Around a decade ago, Apple helped bring about the mainstream's acceptance of the separation of design and function. Just think of how your telephones, email, airline boarding passes, and sepia-toned photos of your brunch now all exist inside a slim, rectangular box made of glass and metal.
Given familiarity of this concept, it's easy for us to quickly warm to Libratone's Loop, a speaker with an exterior devoid of classic hi-fi aesthetics. No boxy shape, no wood, no buttons or knobs, no speaker wire.
Libratone's products, with their trademark fuzzy fabric exteriors and Danish geometry, are right at home in Apple Stores — specially since Libratone builds speakers that utilize AirPlay, Apple's proprietary wireless music protocol. The Loop follows that tradition; it's a fuzzy, pretty AirPlay speaker. But the reliance on Apple's streaming technology does not always work to the device's benefit.
The Loop is a circle about the diameter of a small steering wheel, with a flat front covered by colored fabric and a thin dome for a back. Its tripods stand will position it upright on a flat surface, or you can use the included wall-mount kit to hang it like a portrait (assuming you can elegantly hide the power cord). Either result adds a subtle, functional sculpture to your room. The question is whether $500 is a fair price for beauty, especially when the device becomes a bit homely when you turn it on.
For years now, the simple setup and decent quality of Bluetooth audio has been a boon for speakers like the Jawbone Jambox, which still sells extremely well even three years on. I have yet to meet a Bluetooth speaker for which setup required reading the manual. And while the sound quality might offend audiophiles, for listening to a podcast while cooking, or putting a bass-heavy musical coda on the end of a house party, Bluetooth speakers are fantastic. As a consequence, the consuming public has, for better or worse, become accustomed to the easy setup and stable connection that you get from a Bluetooth speaker. Speakers like the Loop, however, use AirPlay, and our aforementioned reasonable expectations from wireless speakers have kept Apple's format from being worth the protocol's expense and unreliable playback.
There are a few options (or contingency plans) for setting up an AirPlay speaker, but the easiest method, and the one that a typical buyer would likely follow, involves using a cable.
First, you plug the Loop into an outlet — it has no battery. Let it power up for a minute or so, then plug your iphoness or ipads into the speaker's USB port. Make sure your iDevice is connected to your home wireless network. Simultaneously hit the only two buttons on the back of the Loop and a message pops up on your display asking if you want to share your Wi-Fi settings. Say yes, and it's set. On ioses 7, swipe up at the bottom of the screen and touch "AirPlay" at any time music is playing to select the Loop as your audio output device.
You can play music from whatever source you like, but AirPlay is unsurprisingly partial to iTunes. Non-iTunes music players like Spotify will play through the speaker with a two-second delay. As in, hit play, and the sound starts two seconds later. Hit pause, and it'll stop two seconds after you hit pause. The time tracker for the song is always two seconds ahead of the actual sound. It gets more annoying. Watching a YouTube or Hulu video, for example, will leave the audio two seconds behind the video. No, it is not catastrophic, but having been spoiled by the simplicity and near-instant speed of Bluetooth, it's hard to stifle your ire about out-of-sync audio during a video, or a vibe-killing two-second song skip.
If you're not using an exceptionally robust and efficient wireless setup — the kind of zero-interference purity you can only get in a Vermont cabin — your devices' connection to the speaker will break. Here in San Francisco, where one is often within range of at least a half-dozen home and professional networks at any time, I seldom could play more than three songs without skipping, static, or a totally severed connection — I kept an auxiliary plug near the Loop for anyone who wanted to play music for more than ten minutes.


### Task brief
Among the entries below, find each line holding "Followers" and return it.

### Supplied information
# # #

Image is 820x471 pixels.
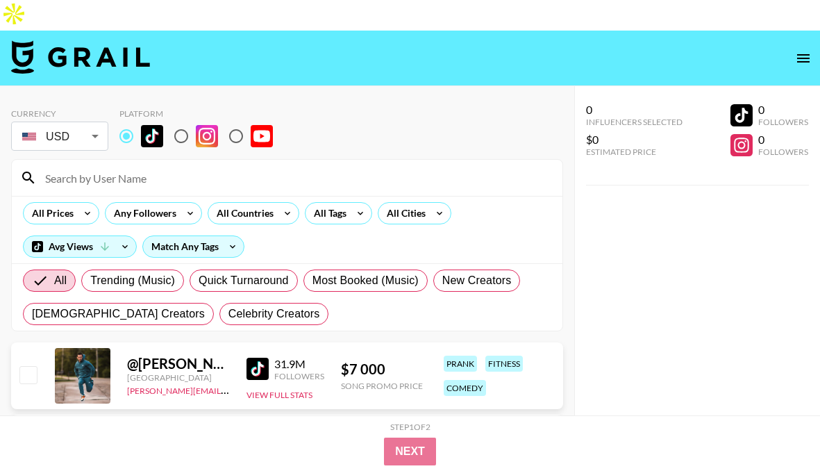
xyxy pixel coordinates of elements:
[119,108,284,119] div: Platform
[586,133,683,147] div: $0
[127,355,230,372] div: @ [PERSON_NAME].[PERSON_NAME]
[390,422,431,432] div: Step 1 of 2
[141,125,163,147] img: TikTok
[379,203,429,224] div: All Cities
[586,103,683,117] div: 0
[196,125,218,147] img: Instagram
[251,125,273,147] img: YouTube
[759,103,809,117] div: 0
[143,236,244,257] div: Match Any Tags
[37,167,554,189] input: Search by User Name
[306,203,349,224] div: All Tags
[90,272,175,289] span: Trending (Music)
[759,147,809,157] div: Followers
[586,117,683,127] div: Influencers Selected
[444,380,486,396] div: comedy
[247,358,269,380] img: TikTok
[384,438,436,465] button: Next
[759,133,809,147] div: 0
[247,390,313,400] button: View Full Stats
[208,203,276,224] div: All Countries
[229,306,320,322] span: Celebrity Creators
[341,381,423,391] div: Song Promo Price
[274,371,324,381] div: Followers
[24,236,136,257] div: Avg Views
[11,108,108,119] div: Currency
[442,272,512,289] span: New Creators
[313,272,419,289] span: Most Booked (Music)
[486,356,523,372] div: fitness
[586,147,683,157] div: Estimated Price
[11,40,150,74] img: Grail Talent
[790,44,818,72] button: open drawer
[24,203,76,224] div: All Prices
[106,203,179,224] div: Any Followers
[127,372,230,383] div: [GEOGRAPHIC_DATA]
[32,306,205,322] span: [DEMOGRAPHIC_DATA] Creators
[341,361,423,378] div: $ 7 000
[199,272,289,289] span: Quick Turnaround
[14,124,106,149] div: USD
[759,117,809,127] div: Followers
[54,272,67,289] span: All
[274,357,324,371] div: 31.9M
[127,383,333,396] a: [PERSON_NAME][EMAIL_ADDRESS][DOMAIN_NAME]
[444,356,477,372] div: prank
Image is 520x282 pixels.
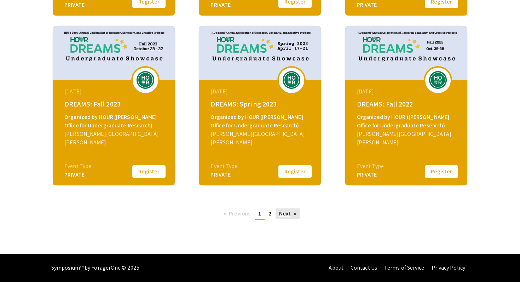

# # #

### Result for this exercise
[759,147,809,157] div: Followers
[274,371,324,381] div: Followers
[106,203,179,224] div: Any Followers
[759,117,809,127] div: Followers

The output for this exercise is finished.